JULY: It is therapy. Not in the sense of, “Well, I really worked out those issues.” But more in the process of throwing myself into making something. Doing it again and again is kind of a way to live day by day for me, so that life makes sense. It’s a place to put care, and a place to also kind of get into life. It’s like, how do you work with this weird thing we’re in? It drives me nuts, this whole thing we’re living, and so it’s therapeutic in that if I didn’t have a way to work with it, I’d feel much worse.

DEADLINE: Your premiere is tomorrow night. What’s the premiere night experience like for you?

JULY: I’ll definitely sit there and watch it, and I will only watch it that once. I can’t remember anything else, but for my previous two movies, I definitely remember exactly what I was thinking as I was listening to the audience. And it’s just so painful, probably in the parts that I think aren’t so good [laughs]. I’ll lower my eyes, as if maybe if I just don’t see them, they’ll go away. I mean, this, for me, was a good one, but they never feel perfect, you know?

The actors will be there, and that’s a part of it. Gina hasn’t seen it.

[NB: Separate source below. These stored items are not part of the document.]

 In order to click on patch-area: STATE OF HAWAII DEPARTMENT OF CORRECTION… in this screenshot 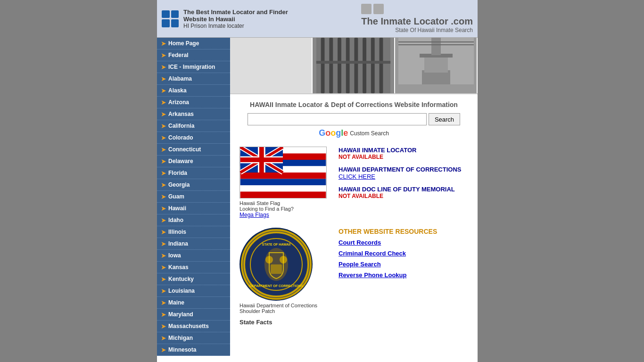, I will do `click(284, 271)`.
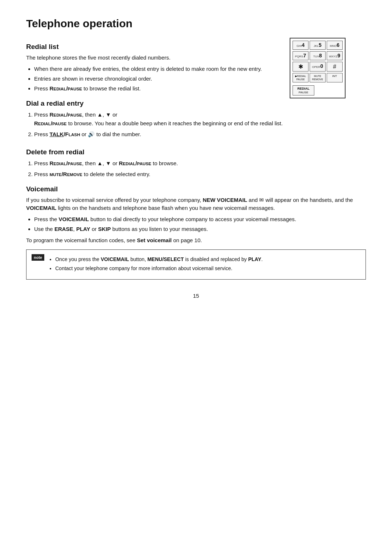  Describe the element at coordinates (318, 78) in the screenshot. I see `func-row: ▶REDIALPAUSE MUTEREMOVE INT` at that location.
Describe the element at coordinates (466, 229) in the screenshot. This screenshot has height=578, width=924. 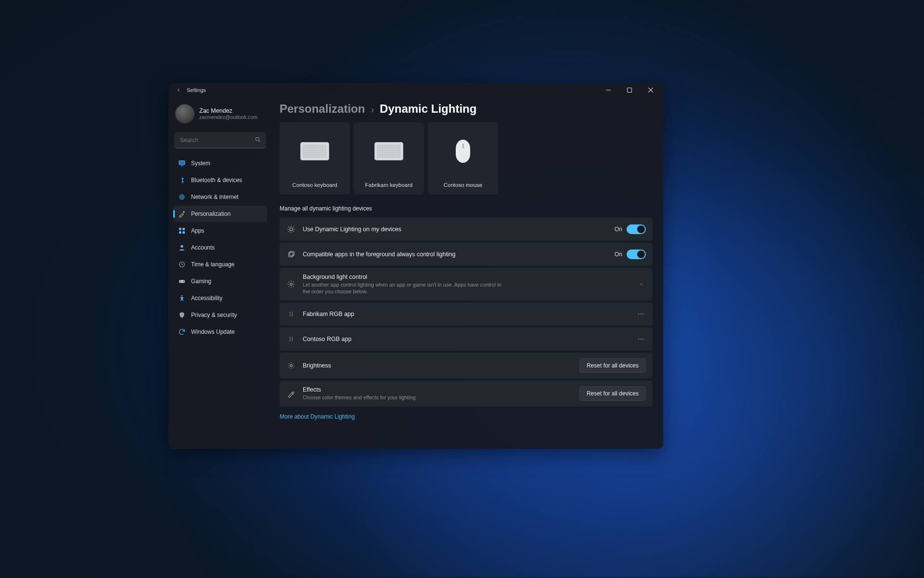
I see `row-use-dynamic-lighting: Use Dynamic Lighting on my devices On` at that location.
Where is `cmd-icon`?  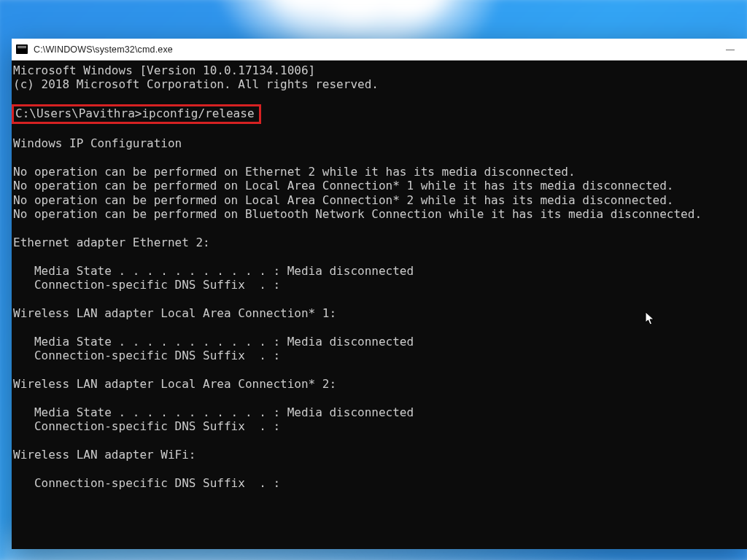 cmd-icon is located at coordinates (22, 50).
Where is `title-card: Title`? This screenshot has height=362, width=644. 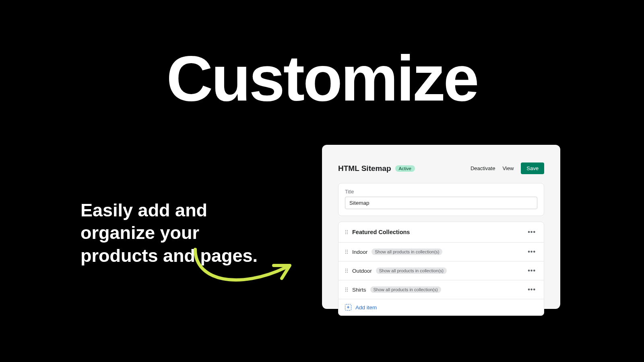 title-card: Title is located at coordinates (441, 200).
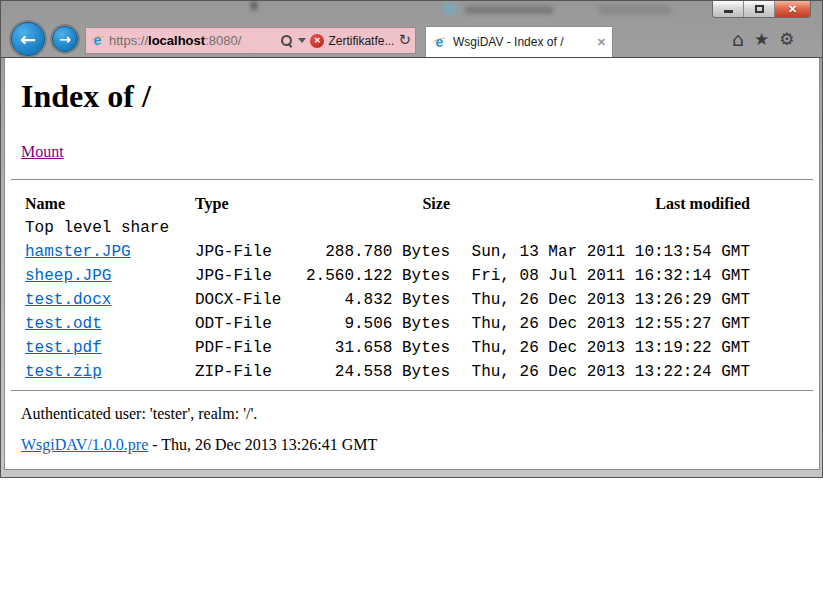 This screenshot has width=823, height=600. Describe the element at coordinates (64, 324) in the screenshot. I see `file-link: test.odt` at that location.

Evan has, but I haven’t gotten to talk to her yet. Richard hasn’t seen it. I’ve already talked myself through, OK, this is where you hope they’re laughing, and this is where they should hopefully be quiet.

DEADLINE: There are moments where I honestly wondered if I should be laughing or not.

JULY: Right! I think I’ve had that for almost all of my work, where someone afterwards will say, “It it OK that I laughed?” It’s played so dry, and these actors were so good at that.

God, at this point, I’m just like, “Let’s just do this already!” [Laughs].